Tower of Dawn (Throne of Glass #6) by Sarah J. Maas



But that woman backing toward the door, trying to keep the tears from falling—tears from the hurt he’d caused her, tears of the anger he so rightfully deserved—

She reached the handle. Fumbled blindly for it.

And if she left, if he let her walk out …

Yrene pushed down on the handle.

And Chaol took a step toward her.





39

Chaol did not think.

He did not marvel at the sensation of being so high. At the weight of his body, the sway of it as he took that staggering step.

There was only Yrene, and her hand on the doorknob, and the tears in her furious, lovely eyes. The most beautiful he’d ever seen.

They widened as he took that step toward her.

As he lurched and swayed. But he managed another.

Yrene stumbled toward him, studying him from head to toe, a hand rising to cover her open mouth. She stopped a few feet away.

He hadn’t realized how much smaller she was. How delicate.

How—how the world looked and seemed and tasted this way.

“Don’t go,” he breathed. “I’m sorry.”

Yrene surveyed him again, from his feet to his face. Tears slipped down her cheeks as she tipped her head back.

“I’m sorry,” Chaol said again.

Still she did not speak. Tears only rolled and rolled.

“I meant none of it,” he rasped, his knees beginning to ache and buckle, his thighs trembling. “I was spoiling for a fight and—I meant none of it, Yrene. None of it. And I’m sorry.”

“A kernel of it must have been in you, though,” she whispered.

Chaol shook his head, the motion making him sway. He gripped the back of a stuffed armchair to stay upright. “I meant it about myself. What you have done, Yrene, what you are willing to still do … You did this—all this not for glory or ambition, but because you believe it is the right thing to do. Your bravery, your cleverness, your unfaltering will … I do not have words for it, Yrene.”

Her face did not change.

“Please, Yrene.”

He reached for her, risking a staggering, wobbling step.

She took a step back.

Chaol’s hands curled around empty air.

He clenched his jaw as he fought to remain upright, his body swaying and strange.

“Perhaps it makes you feel better about yourself to associate with meek, pathetic little people like me.”

“I do not …” He ground his teeth, and lurched another step toward her, needing to just touch her, to take her hand and squeeze it, to just show her he wasn’t like that. Didn’t think like that. He swayed left, throwing out a hand to balance him as he bit out, “You know I didn’t mean it.”

Yrene backed away, keeping out of reach. “Do I?”

He pushed forward another step. Another.

She dodged him each time.

“You know it, damn you,” he growled. He forced his legs into another jerking step.

Yrene sidled out of the way.

He blinked, pausing.

Reading the light in her eyes. The tone.

The witch was tricking him into walking. Coaxing him to move. To follow.

She paused, meeting his stare, not a trace of that hurt in them, as if to say, It took you long enough to figure it out. A little smile bloomed on her mouth.

He was standing. He was … walking.

Walking. And this woman before him …

Chaol made it another step.

Yrene retreated.

Not a hunt, but a dance.

He did not remove his eyes from hers as he staggered another step, and another, his body aching, trembling. But he gritted through it. Fought for each inch toward her. Each step that had her backing up to the wall.

Her breath came in shallow pants, those golden eyes so wide as he tracked her across the room. As she led him one foot after another.

Until her back hit the wall, the sconce on it rattling. As if she’d lost track of where she was.

Chaol was instantly upon her.

He braced one hand upon the wall, the wallpaper smooth beneath his palm as he put his weight upon it. To keep his body upright as his thighs shook, back straining.

They were smaller, secondary concerns.

His other hand …

Yrene’s eyes were still bright with those tears he’d caused.

One still clung to her cheek.

Chaol wiped it away. Another one he found down by her jaw.

He didn’t understand—how she could be so delicate, so small, when she had overturned his life entirely. Worked miracles with those hands and that soul, this woman who had crossed mountains and seas.

She was trembling. Not with fear, not as she looked up at him.

And it was only when Yrene settled her hand on his chest, not to push him away but to feel the raging, thunderous heartbeat beneath, that Chaol lowered his head and kissed her.



He was standing. He was walking.

And he was kissing her.

Yrene could barely breathe, barely keep inside her skin, as Chaol’s mouth settled over hers.

It was like waking up or being born or falling out of the sky. It was an answer and a song, and she could not think or feel fast enough.

Her hands curled into his shirt, fingers wrapping around fistfuls of fabric, tugging him closer.

His lips caressed hers in patient, unhurried movements, as if tracing the feel of her. And when his teeth grazed her lower lip … She opened her mouth to him.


I would like the line with "At what (x,y)" and every line after it, down to the end of the entries below, output exactly and without pictures.

--- Records supplied Enclosed Below ---

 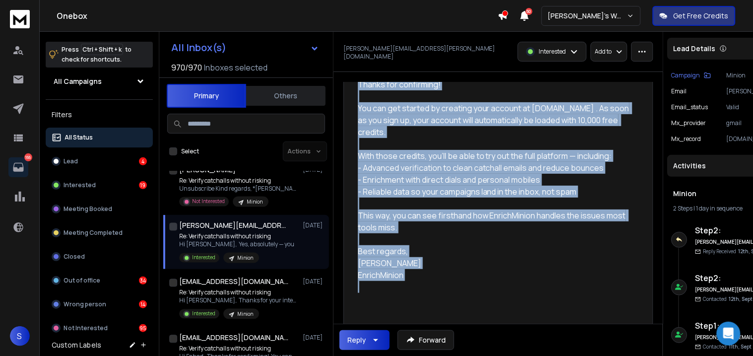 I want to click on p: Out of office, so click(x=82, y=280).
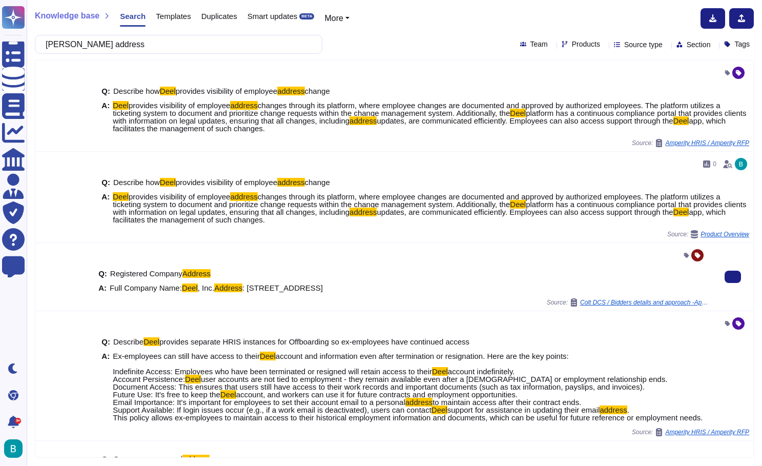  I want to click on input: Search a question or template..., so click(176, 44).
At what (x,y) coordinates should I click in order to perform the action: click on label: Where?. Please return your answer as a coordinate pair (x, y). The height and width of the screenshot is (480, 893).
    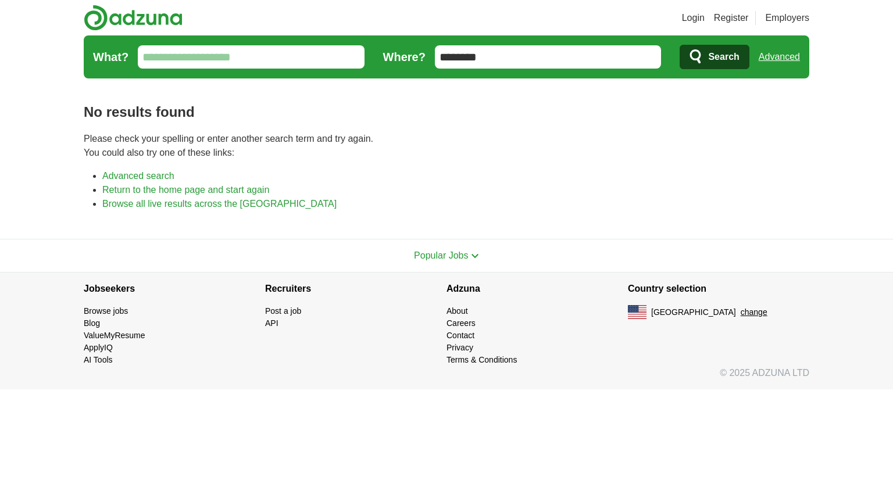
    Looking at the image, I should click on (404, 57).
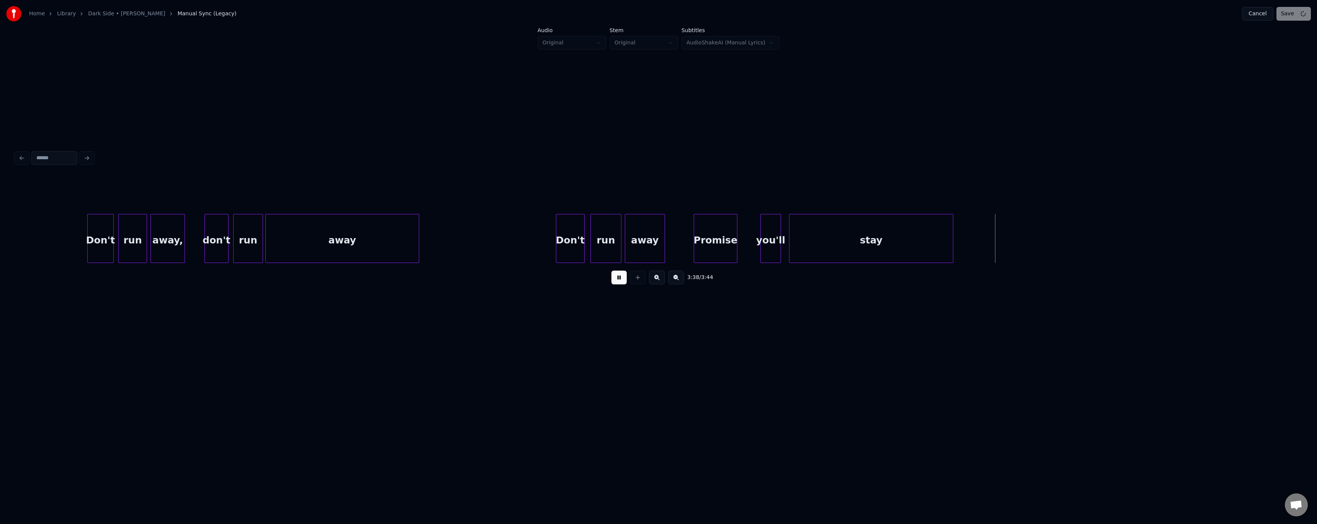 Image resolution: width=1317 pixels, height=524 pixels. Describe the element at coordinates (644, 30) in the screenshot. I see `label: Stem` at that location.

--- End of Enclosed Records supplied ---

## Reply to the exercise
At what (x,y) coordinates should I click in order to perform the action: click on label: Where?. Please return your answer as a coordinate pair (x, y). The height and width of the screenshot is (480, 893).
    Looking at the image, I should click on (404, 57).
 Image resolution: width=1317 pixels, height=524 pixels. Describe the element at coordinates (644, 30) in the screenshot. I see `label: Stem` at that location.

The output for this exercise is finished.